When I think about my own journey with healing I see a line graph of spikes and dips with the baseline creeping up over the years as an undiagnosed systemic illness and high stress infiltrated my life. The buildup was always slow with plummets into forced healing my body or soul mandated. It was a cycle of burnout or sheer fatigue until my body would say “no more.”
I am not unique. Most of us ride this slow wave of more, more, more and then crash into required healing. It may look like a physical illness forcing us to slow down and nourish or a spiritual crisis pushing us to reflection and more gentleness. We don’t think about healing until the body and soul are desperate for it.
As I have continued to recover from surgery this past year I have thought a lot about what it would look like if instead of these slow builds and crashes we saw healing as a daily, even hourly practice? Like the thumping of our heart. I picture the waves of an EKG, a delicate pattern of contraction and electrical stimulation. The rhythm of healing on a scale that parallels the blood pumping through our veins. The ebbing and flowing that matches nature’s waves.
Mostly, we see healing as a one-time event. It’s a reaction to injury. We have a cold so we eat soup and take a day off. A heart is broken? We nourish it with friends and chocolate. A broken bone is cast and then the expectation is that we get back up and move on. The healing salve is given only in response to the pain – a little for a little pain, a lot for a lot of pain.
Paying attention to what we actually need is a kindness to ourselves. Maybe we get more rest, seek the support of a close friend or other healing activities like mindfulness, prayer, gentle movement. But why is it that it takes feeling bad (sick) for us to do the things? And why do we only offer kindness to ourselves until we start to feel better? We move on and slowly disconnect from the body neglecting any need to heal until we once again feel the pain of injury.
How many times have you healed after injury – physical, emotional, spiritual or all of the above? I can see in my life the times I have dedicated to healing. I set boundaries, or my body set them for me. I embraced radical healing out of necessity. I had to or I would get sick(er), burn out (more) and lose myself (more). Slowly, I would start to feel like myself again. My energy would pick up and I would loosen my boundaries, skip my healing practices and push myself too hard. I neglected my daily healing and then found myself right back in a place of desperately needing healing, feeling frustrated that I was back there again.
At one point in my career as a psychotherapist I worked primarily with young parents. During this time I noticed an interesting theme. Many of the young mothers I saw would confess a secret wish to be mildly sick. They were embarrassed to say this and always clarified, nothing serious, just something so I could rest. Typically this was a broken arm or something non-life threatening that would mandate . . . healing. They wanted that sweetness of healing that happens just on the other side of needing major intervention. The permission to rest, to nourish and to strengthen.
I want to bottle that sweetness and bring it to my life daily. Before the major intervention. I want to shorten the cycles from months or years to days or even hours.
So, here’s what I’ve started to do. Every evening I think about what I need healing for from the day. It may be some sore muscles from a workout or a hurt from a stinging comment. I scan my body and heart looking for the places that could use some healing to feel whole again. Then I bring intentional healing to that thing. It may be a salt bath, journaling or sometimes it’s turning my brain off with entertainment. If I don’t get to it, I keep at it until it feels time to move onto the next thing. The difference is healing is woven into everything for me now. Healing is no longer in reaction to a crisis. It is a constant thought and a conscious daily action.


### EXERCISE DIRECTIONS
From the entries that follow, gather each line holding the word "EMOTIONAL".
--- RECORDS FOR PROCESSING Enclosed Below ---
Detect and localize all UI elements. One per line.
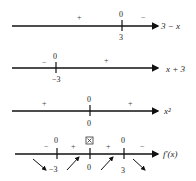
x-value-label: 0	[87, 163, 91, 172]
decreasing-arrow-icon	[33, 159, 46, 170]
zero-label: 0	[121, 136, 125, 145]
zero-label: 0	[54, 136, 58, 145]
x-value-label: 3	[119, 33, 123, 42]
sign-label: −	[141, 13, 146, 22]
increasing-arrow-icon	[101, 157, 113, 170]
x-value-label: 0	[87, 119, 91, 128]
sign-line-x-squared: 0 0 + + x²	[12, 95, 171, 128]
increasing-arrow-icon	[67, 157, 79, 170]
expression-label: x + 3	[165, 64, 186, 74]
sign-label: +	[77, 13, 82, 22]
zero-label: 0	[53, 52, 57, 61]
x-value-label: −3	[49, 165, 58, 174]
expression-label: x²	[163, 106, 171, 116]
zero-label: 0	[119, 10, 123, 19]
sign-line-3-minus-x: 0 3 + − 3 − x	[12, 10, 180, 42]
expression-label: 3 − x	[160, 21, 180, 31]
x-value-label: 3	[121, 166, 125, 175]
sign-label: −	[42, 58, 47, 67]
sign-chart: 0 3 + − 3 − x 0 −3 − + x + 3 0 0 + + x² …	[0, 0, 196, 181]
decreasing-arrow-icon	[133, 159, 145, 170]
sign-label: +	[128, 99, 133, 108]
sign-label: −	[44, 142, 49, 151]
sign-line-f-prime: 0 0 −3 0 3 − + + − f′(x)	[15, 136, 177, 175]
expression-label: f′(x)	[163, 149, 177, 159]
sign-label: +	[104, 56, 109, 65]
x-value-label: −3	[52, 75, 61, 84]
sign-line-x-plus-3: 0 −3 − + x + 3	[12, 52, 186, 84]
sign-label: +	[106, 142, 111, 151]
sign-label: −	[140, 142, 145, 151]
sign-label: +	[71, 142, 76, 151]
sign-label: +	[42, 99, 47, 108]
zero-label: 0	[87, 95, 91, 104]
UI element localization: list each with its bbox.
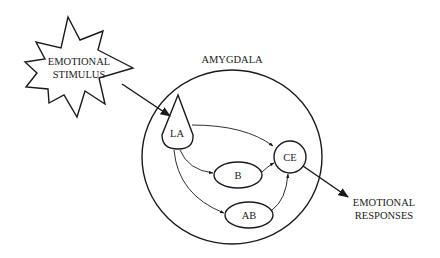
b-label: B <box>234 170 241 181</box>
ab-node: AB <box>225 202 273 228</box>
b-node: B <box>214 162 262 188</box>
edge-la-to-b <box>180 150 213 173</box>
amygdala-diagram: EMOTIONAL STIMULUS AMYGDALA LA B AB CE E… <box>0 0 440 258</box>
emotional-responses-output: EMOTIONAL RESPONSES <box>353 197 415 221</box>
edge-stimulus-to-la <box>122 84 170 116</box>
ce-label: CE <box>283 152 296 163</box>
edge-b-to-ce <box>262 163 274 172</box>
edge-la-to-ce <box>192 125 273 146</box>
stimulus-label-line1: EMOTIONAL <box>48 56 110 67</box>
responses-label-line2: RESPONSES <box>355 210 414 221</box>
amygdala-region: AMYGDALA <box>142 54 322 244</box>
edge-ce-to-responses <box>303 166 348 197</box>
starburst-shape <box>25 17 133 117</box>
ab-label: AB <box>242 210 257 221</box>
responses-label-line1: EMOTIONAL <box>353 197 415 208</box>
la-node: LA <box>162 95 193 149</box>
edge-ab-to-ce <box>272 174 288 210</box>
stimulus-label-line2: STIMULUS <box>53 69 106 80</box>
emotional-stimulus-node: EMOTIONAL STIMULUS <box>25 17 133 117</box>
ce-node: CE <box>274 141 306 173</box>
la-cone-shape <box>162 95 193 149</box>
amygdala-label: AMYGDALA <box>201 54 263 65</box>
la-label: LA <box>170 128 184 139</box>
--- End of Enclosed RECORDS FOR PROCESSING ---
### SOLUTION TO THIS PROBLEM
amygdala-diagram: EMOTIONAL STIMULUS AMYGDALA LA B AB CE E… <box>0 0 440 258</box>
emotional-responses-output: EMOTIONAL RESPONSES <box>353 197 415 221</box>
stimulus-label-line1: EMOTIONAL <box>48 56 110 67</box>
responses-label-line1: EMOTIONAL <box>353 197 415 208</box>
emotional-stimulus-node: EMOTIONAL STIMULUS <box>25 17 133 117</box>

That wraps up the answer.